Bullock should heed Lowe’s mistakes to secure second term
If Michele Bullock does not learn from the two fundamental mistakes of her boss, Philip Lowe, then she is likely to run into very similar problems and will not be awarded a second term.
Philip Lowe’s first mistake is made by many leaders around the nation — not admitting error. When Lowe forecast interest rates would stay low until 2024 he then watched a lending spree erupt, partly as a result. It was time to admit error.
Yet is very hard for a corporate CEO to admit error let alone a Reserve Bank governor. Yet it can be done. The unrestrained bank mortgage lending that was later to cause the nation so much damage needed to be nipped in the bud and part of that process was for the Reserve Bank to say there were new forces emerging that required an amendment to the “low rates until 2024” forecast.
Bullock won’t make the interest forecast mistake but anyone who is making regular speeches and answering questions can make a statement that they later regret.
The second mistake is more fundamental. Both Treasury and the Reserve Bank rely on mountains of statistics to make decisions.
The Reserve Bank has many excellent analysts who are brilliant at poring through the data. If the economy is relatively stable that process works perfectly well, and the Reserve Bank board gets good advice.
But if there is turmoil with big fluctuations up or down then the official statistics can be many months old and once a new trend has been isolated it is too late to take early action.
After Easter in 2020 the Australian economy started to boom – a development few expected. The Reserve Bank had to move quickly, or the boom would quickly ignite inflation. The statistics didn’t isolate the boom until well into 2020-21.
Similarly, after Mother’s Day this year the retail sector sagged, and that information has yet to be properly reflected in the statistics although company announcements are confirming the trend. These two situations show that the days of trying to run a central bank from one city in a country as broad as Australia are over, if they ever existed.
Former Reserve Bank governors and their top people made less speeches than Philip Lowe but spent a lot less time at head office.
Governors and their senior staff were talking face to face to businesspeople and others around the nation on a regular basis.
They would have known about these two swings even more quickly than people like myself did.
It’s not going to be easy to convince Reserve Bank staff that you can’t understand what is going on in the nation “from Martin Place and the Manly/Cremorne ferries”.
Bullock will need to be very alert to what is happening on the ground because she dealing with a government in Canberra that is generating policies to boost inflation and reduce productivity via industrial relations legislation.
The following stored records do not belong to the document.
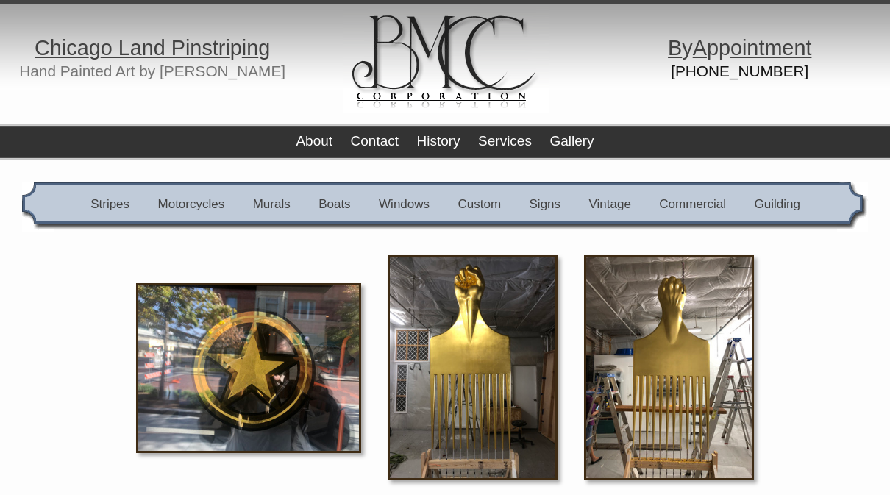 This screenshot has height=495, width=890. I want to click on a: History, so click(437, 140).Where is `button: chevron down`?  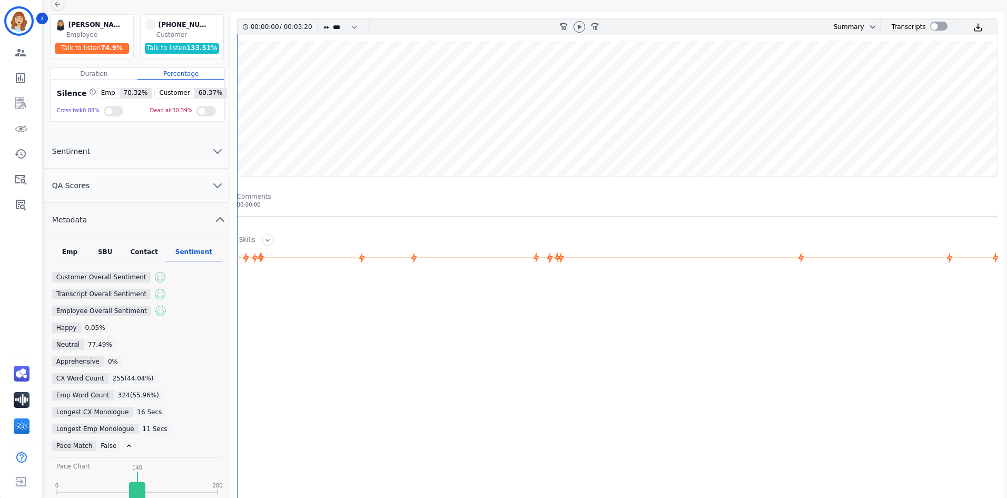 button: chevron down is located at coordinates (870, 27).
Only by understanding what is actually happening will the Reserve Bank be able to develop policies to counter Canberra’s potential economic carnage.
I have never been to a Reserve Bank board meeting but as I understand it the directors are bombarded with material from the Martin Place economists plus material from Treasury which operates an even more isolated system out of Canberra.
It is highly likely that in the years ahead we will have more events like those that took place in 2020 and 2023.
Treasury will always be behind, and it will get worst now that they are mostly working from home.
The nation needs a Reserve Bank that is in regular personal touch with people around our land.
Sydney is a great city, but it is not Australia nor are any of the other centres.
Our central bank needs to understand this and the departure of Philip Lowe underlines that the new Reserve Bank governor will have to change the way the central bank collects and interprets its information.
It is not going to be easy because one of Philip Lowe’s legacies was to spend $500m renovating the 1964 Reserve Bank citadel which had been riddled with asbestos. It would have made an excellent museum for Australian banking.